Thad Vogler · Trou Normand, San Francisco · found ca. 2014

Hawaiian (by Thad Vogler)

A Calvados-and-yellow-Chartreuse sour that reads as continental and tropical at once — revived by a real, well-documented bartender from a source even he can't fully trace.

Hawaiian (by Thad Vogler) cocktail
Calvados Shaken Herbal Tiki

This Hawaiian comes from Thad Vogler, the San Francisco bartender behind Bar Agricole and Trou Normand, who has poured it for roughly a decade — first at Trou Normand, a Calvados-focused bar, and later at Bar Agricole's pop-up residency at Quince in 2024. Vogler is real and well documented (Punch magazine profiled the drink directly), but the recipe's own origin is genuinely uncertain: Vogler has said he found it years ago while researching apple-brandy drinks and can no longer locate where — "either I just, in a gray-out, slid [the Chartreuse] in at some point, or it's in a book somewhere." What's clear is the lineage of similar drinks around it: Harry Johnson's Brandy Fix from around 1900 paired green Chartreuse with pineapple syrup, and an Applejack Sour recipe from the 1941 book Here's How combined applejack, lemon, and pineapple. This Hawaiian sits in that family without being provably any single one of them.

A long-lost pineapple-and-Chartreuse sour, with a velvety, lush texture and a continental-meets-tropical flavor profile.

Punch

Found, Not Invented

Vogler's own account is unusually candid for a bartender talking about a signature drink: he isn't claiming to have invented it, and he's upfront that he can't pin down where he first saw the combination of Calvados, yellow Chartreuse, and pineapple. That honesty is worth preserving rather than smoothing over into a cleaner origin story.

The related, better-documented drinks — Johnson's Brandy Fix and the 1941 Applejack Sour — establish that apple brandy plus pineapple plus an herbal or citrus element is a real, decades-old combination, even if this exact recipe under this exact name can't be traced past Vogler's own bars.

The Spec

Calvados for backbone, yellow Chartreuse for herbal sweetness, fresh lime for acid, and pineapple syrup standing in for the housemade pineapple gum syrup Vogler originally used — a fussier, longer-lasting prep most home bars will skip in favor of a good commercial pineapple syrup.

Hawaiian
Calvados1 1/2 oz · ~50% Yellow Chartreuse1/2 oz · ~17% Fresh lime juice1/2 oz · ~17% Pineapple syrup1/2 oz · ~17%

Why Calvados, not a generic apple brandy

Calvados brings orchard-fruit depth and a faint funk that a neutral applejack doesn't have. A good bonded applejack is a fair substitute, but it drinks drier and less rounded — worth trying both to hear the difference.

Yellow, not green, Chartreuse

Yellow Chartreuse is lower-proof and softer than the green, letting the Calvados stay in front instead of getting steamrolled by the herbal intensity green Chartreuse brings to a drink like the Last Word.

Bottom Line

An honestly-sourced drink from an honest bartender: real credit to a real, working bar professional, paired with an admission that the recipe's deeper history is lost. Served simply — shaken, strained, unadorned — it doesn't need a story to be worth making.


* _Aim of the task_: I'd ask you to write out the lines below exactly, with no images.

* _Raw data_:
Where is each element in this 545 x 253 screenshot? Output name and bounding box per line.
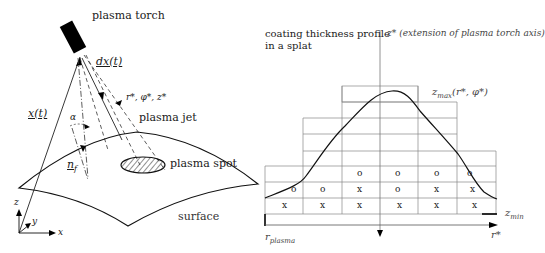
alpha-label: α [70, 113, 76, 122]
axis-y-label: y [32, 217, 37, 226]
r-plasma-label: rplasma [265, 232, 295, 245]
direction-vector-label: dx(t) [96, 56, 122, 67]
grid-cell: x [472, 201, 477, 210]
grid-cell: o [434, 169, 439, 178]
grid-cell: o [395, 185, 400, 194]
normal-subscript: f [74, 164, 77, 173]
grid-cell: x [357, 185, 362, 194]
grid-cell: x [434, 201, 439, 210]
normal-vector-label: nf [67, 159, 77, 173]
grid-cell: x [282, 201, 287, 210]
grid-cell: o [357, 169, 362, 178]
zmin-subscript: min [510, 213, 523, 221]
zmax-label: zmax(r*, φ*) [432, 87, 488, 100]
grid-cell: o [467, 169, 472, 178]
surface-outline [19, 132, 258, 226]
r-axis-label: r* [491, 230, 501, 240]
axis-x-label: x [58, 228, 63, 237]
plasma-jet-label: plasma jet [139, 112, 197, 123]
z-axis-label: z* (extension of plasma torch axis) [387, 29, 545, 38]
grid-cell: x [470, 185, 475, 194]
z-axis-symbol: z* [387, 28, 396, 38]
zmax-args: (r*, φ*) [452, 86, 488, 97]
plasma-torch-icon [60, 20, 86, 53]
surface-label: surface [178, 211, 219, 222]
grid-cell: x [320, 201, 325, 210]
z-axis-note: (extension of plasma torch axis) [399, 28, 545, 38]
thickness-grid [265, 86, 496, 214]
grid-cell: x [434, 185, 439, 194]
grid-cell: o [320, 185, 325, 194]
grid-cell: o [395, 169, 400, 178]
plasma-spot-label: plasma spot [170, 158, 237, 169]
local-coords-label: r*, φ*, z* [126, 93, 166, 102]
thickness-profile-curve [265, 91, 497, 199]
zmax-subscript: max [437, 92, 452, 100]
profile-title-line1: coating thickness profile [265, 29, 390, 39]
axis-z-label: z [14, 198, 19, 207]
zmin-label: zmin [505, 208, 524, 221]
profile-title-line2: in a splat [265, 41, 312, 51]
position-vector-label: x(t) [28, 108, 47, 119]
plasma-spot [121, 157, 165, 173]
grid-cell: o [291, 185, 296, 194]
grid-cell: x [397, 201, 402, 210]
plasma-torch-label: plasma torch [92, 10, 165, 21]
arrow-right-icon [489, 222, 498, 228]
r-plasma-subscript: plasma [270, 237, 295, 245]
grid-cell: x [357, 201, 362, 210]
arrow-down-icon [377, 230, 383, 237]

* _Response area_:
Where is each element in this 545 x 253 screenshot? Output name and bounding box per line.
alpha-label: α [70, 113, 76, 122]
axis-y-label: y [32, 217, 37, 226]
r-plasma-label: rplasma [265, 232, 295, 245]
direction-vector-label: dx(t) [96, 56, 122, 67]
grid-cell: x [472, 201, 477, 210]
grid-cell: o [434, 169, 439, 178]
grid-cell: o [395, 185, 400, 194]
normal-subscript: f [74, 164, 77, 173]
grid-cell: x [357, 185, 362, 194]
grid-cell: x [434, 201, 439, 210]
normal-vector-label: nf [67, 159, 77, 173]
grid-cell: x [282, 201, 287, 210]
grid-cell: o [357, 169, 362, 178]
zmin-subscript: min [510, 213, 523, 221]
zmax-label: zmax(r*, φ*) [432, 87, 488, 100]
grid-cell: o [467, 169, 472, 178]
surface-outline [19, 132, 258, 226]
r-axis-label: r* [491, 230, 501, 240]
axis-x-label: x [58, 228, 63, 237]
plasma-jet-label: plasma jet [139, 112, 197, 123]
z-axis-label: z* (extension of plasma torch axis) [387, 29, 545, 38]
grid-cell: x [470, 185, 475, 194]
z-axis-symbol: z* [387, 28, 396, 38]
zmax-args: (r*, φ*) [452, 86, 488, 97]
plasma-torch-icon [60, 20, 86, 53]
surface-label: surface [178, 211, 219, 222]
grid-cell: x [320, 201, 325, 210]
z-axis-note: (extension of plasma torch axis) [399, 28, 545, 38]
thickness-grid [265, 86, 496, 214]
grid-cell: x [434, 185, 439, 194]
grid-cell: o [320, 185, 325, 194]
grid-cell: o [395, 169, 400, 178]
plasma-spot-label: plasma spot [170, 158, 237, 169]
local-coords-label: r*, φ*, z* [126, 93, 166, 102]
thickness-profile-curve [265, 91, 497, 199]
zmax-subscript: max [437, 92, 452, 100]
profile-title-line1: coating thickness profile [265, 29, 390, 39]
axis-z-label: z [14, 198, 19, 207]
zmin-label: zmin [505, 208, 524, 221]
profile-title-line2: in a splat [265, 41, 312, 51]
position-vector-label: x(t) [28, 108, 47, 119]
plasma-spot [121, 157, 165, 173]
grid-cell: o [291, 185, 296, 194]
grid-cell: x [397, 201, 402, 210]
plasma-torch-label: plasma torch [92, 10, 165, 21]
arrow-right-icon [489, 222, 498, 228]
r-plasma-subscript: plasma [270, 237, 295, 245]
grid-cell: x [357, 201, 362, 210]
arrow-down-icon [377, 230, 383, 237]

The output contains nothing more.